The Outlier

The Royal Avenue glacial erratic. Photo: Scarborough Museums Trust.
  • The Outlier was included in Jessica Potter's exhibition Rocks and Weeds, at the Herbert Read Gallery, UCA Canterbury, England from 20 Feb-29 March 2019.

SUMMARY

This participatory project was commissioned by Lara Goodband for A Dictionary of Stone at the Rotunda Museum in Scarborough – England's first museum of geology. A "snowball" process gathered together a group of human participants, each with a relationship a large boulder situated at a street corner. During meetings with each participant, the material relationships between the boulder and other non-human things were identified. These provided the basis for further activity in a workshop, where participants improvised empathetic personifications of the community of materially-related things.

The project proposal is included here, as well as video recordings of improvised "object autobiographies" made following the workshop, and which were installed separately on six monitors around a circular room in the Rotunda.

A printed volume of object autobiographies was published to accompany the commission. This commission was supported by Scarborough Museums Trust and Arts Council England.

DETAILS

Participatory project to generate "object autobiographies," that tell of a glacial erratic's social world.

Produced during June & July 2014

6 videos with audio exhibited 19th July-28th September 2014 at The Rotunda Museum, Scarborough, UK

The Outlier: object-autobiographies publication produced by Valley Press in edition of 100.

A re-edited video exhibited at Alternativa 2015 in Gdańsk, June – September 2015.

PRINTED PUBLICATION

Outlier–online version.pdf

Scroll to read the online version of the publication, or download an online version here.

DESCRIPTION

During June and July 2014, Simon Pope led meetings and workshops with Scarborough residents to investigate the ‘social world’ of the boulder at the corner of Royal Avenue and Valley Road. In geological terms, it is a glacial erratic of Lewisian Gneiss carried by a glacier from the West Highlands of Scotland during the last Ice Age.
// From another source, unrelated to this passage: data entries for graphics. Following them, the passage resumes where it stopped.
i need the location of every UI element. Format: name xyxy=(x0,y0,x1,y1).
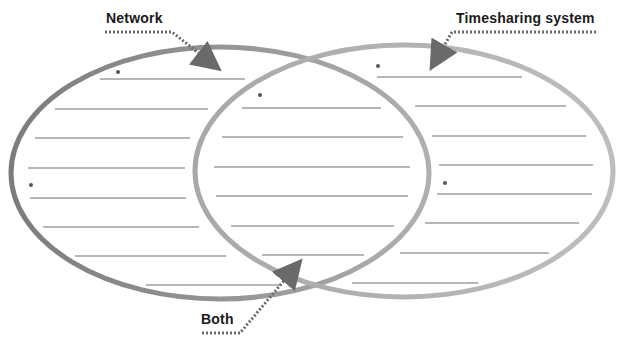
timesharing-circle xyxy=(195,45,613,297)
network-circle xyxy=(11,47,429,299)
bullet-dot xyxy=(443,181,447,185)
timesharing-lines xyxy=(352,77,593,283)
bullet-dot xyxy=(258,93,262,97)
venn-diagram xyxy=(0,0,618,339)
bullets xyxy=(29,64,447,187)
bullet-dot xyxy=(116,70,120,74)
network-label: Network xyxy=(106,10,163,26)
network-lines xyxy=(28,79,280,285)
timesharing-label: Timesharing system xyxy=(456,10,595,26)
timesharing-pointer-arrow xyxy=(437,32,596,58)
bullet-dot xyxy=(29,183,33,187)
both-lines xyxy=(214,108,410,255)
bullet-dot xyxy=(376,64,380,68)
both-label: Both xyxy=(201,311,234,327)
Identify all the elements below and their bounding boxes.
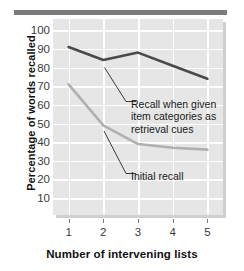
- x-tick-3: 3: [128, 226, 148, 238]
- chart-figure: 100 90 80 70 60 50 40 30 20 10 1 2 3 4 5…: [0, 0, 244, 271]
- x-axis-title: Number of intervening lists: [0, 248, 244, 260]
- x-tick-mark-4: [173, 219, 174, 223]
- annotation-cued-recall: Recall when given item categories as ret…: [131, 98, 235, 135]
- x-tick-mark-1: [69, 219, 70, 223]
- gridline-v-1: [69, 19, 71, 215]
- x-tick-mark-5: [207, 219, 208, 223]
- annotation-initial-recall: Initial recall: [131, 170, 221, 182]
- x-tick-mark-2: [103, 219, 104, 223]
- x-tick-5: 5: [197, 226, 217, 238]
- x-tick-1: 1: [59, 226, 79, 238]
- y-axis-title: Percentage of words recalled: [25, 18, 37, 208]
- x-tick-2: 2: [93, 226, 113, 238]
- gridline-v-2: [103, 19, 105, 215]
- x-tick-4: 4: [163, 226, 183, 238]
- x-tick-mark-3: [138, 219, 139, 223]
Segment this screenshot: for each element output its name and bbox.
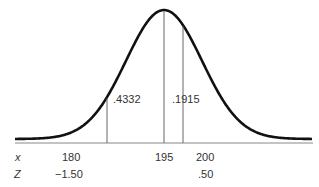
area-label-right: .1915 xyxy=(172,93,200,105)
area-label-left: .4332 xyxy=(113,93,141,105)
z-tick-180: −1.50 xyxy=(55,168,83,180)
normal-curve-diagram: .4332 .1915 x Z 180 195 200 −1.50 .50 xyxy=(0,0,319,187)
x-tick-195: 195 xyxy=(155,151,173,163)
x-tick-180: 180 xyxy=(62,151,80,163)
x-row-label: x xyxy=(14,151,21,163)
z-row-label: Z xyxy=(13,168,22,180)
x-tick-200: 200 xyxy=(196,151,214,163)
z-tick-200: .50 xyxy=(198,168,213,180)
Pope says: ‘My interest is in the way the rock can be understood as related to a diverse community of other things – be they human, animal, vegetable or mineral. It allows us to think around these relationships and the affinities, conflicts, alliances and tensions that this community of ideas reveals. It also operates as a metaphor for how we might live together with those that we may consider different or strange.’

While not an outlier in geological terms, he uses this title to allude to the way the stone has evaded inclusion in the Rotunda collection and incorporation into the group of boulders once arranged outside this museum. Both identified and yet outside the collection, it allows us to reflect on what it is to be both isolated from kin, and our connection with those to whom we are apparently unrelated. Pope is interested in how the rock, ‘might promote openness to mutual transformation and the forming of identity through dynamic relationship with others, rather than retreat into isolation and separateness in the hope of preserving an "essence" or core of identity.

The exhibition at the Rotunda consists of ten videos which document participants’ improvisations of "object autobiographies" of the meshwork of things related to the Royal Avenue glacial erratic.

The publication The Outlier: Object-autobiographies accompanies the exhibition, collating these and other historic and geological accounts of the boulder.

(from A Dictionary of Stone press release)

Videos installed around circular room in the Rotunda, alongside William Smith's first geological map of Britain.

With the participation of: Martin Arnold, Nadia Emam, Andy Exton, Karen & Paul McCabe, Jade Montserrat, Ronnie Pope, Peter Robinson and Susan Timmins.

Additional contributions by Tim Burkinshaw, Stuart Cameron, Chris Hall, Chris Hutch, Keith Johnson, Matt Joseph, Angela Kale, Roger Osborne, John Oxley, Catherine Rooney, Debbie Seymour, Matt Stradling, Tim Tubbs, and Peter Turton.

Special thanks to: Lara Goodband, Rachael Drew, Tariq Emam, and Sarah Cullen.

VIDEO

Installed at the Rotunda, Scarborough in 2014; re-edited for exhibition in Gdańsk, 2015.

Gdańsk edit, 2015
Scarborough edit, 2014

VIDEO DOCUMENTATION

A series of videos were produced by the commissioners, documenting the project's development.

(Camera and editing by Tariq Emam, 2014.)

IMAGES

Google Street View image of the Royal Avenue glacial erratic. 2014
The Rotunda Museum, Scarborough, UK.